Give back every line of the data, transcribed exactly.

(Beginning of Supplied entries)

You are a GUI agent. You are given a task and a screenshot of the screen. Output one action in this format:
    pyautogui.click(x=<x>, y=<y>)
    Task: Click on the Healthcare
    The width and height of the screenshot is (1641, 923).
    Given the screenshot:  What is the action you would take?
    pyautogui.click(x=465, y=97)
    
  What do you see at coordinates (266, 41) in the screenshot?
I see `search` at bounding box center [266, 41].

(End of Supplied entries)

Task result:
You are a GUI agent. You are given a task and a screenshot of the screen. Output one action in this format:
    pyautogui.click(x=<x>, y=<y>)
    Task: Click on the Healthcare
    The width and height of the screenshot is (1641, 923).
    Given the screenshot:  What is the action you would take?
    pyautogui.click(x=465, y=97)
    
  What do you see at coordinates (266, 41) in the screenshot?
I see `search` at bounding box center [266, 41].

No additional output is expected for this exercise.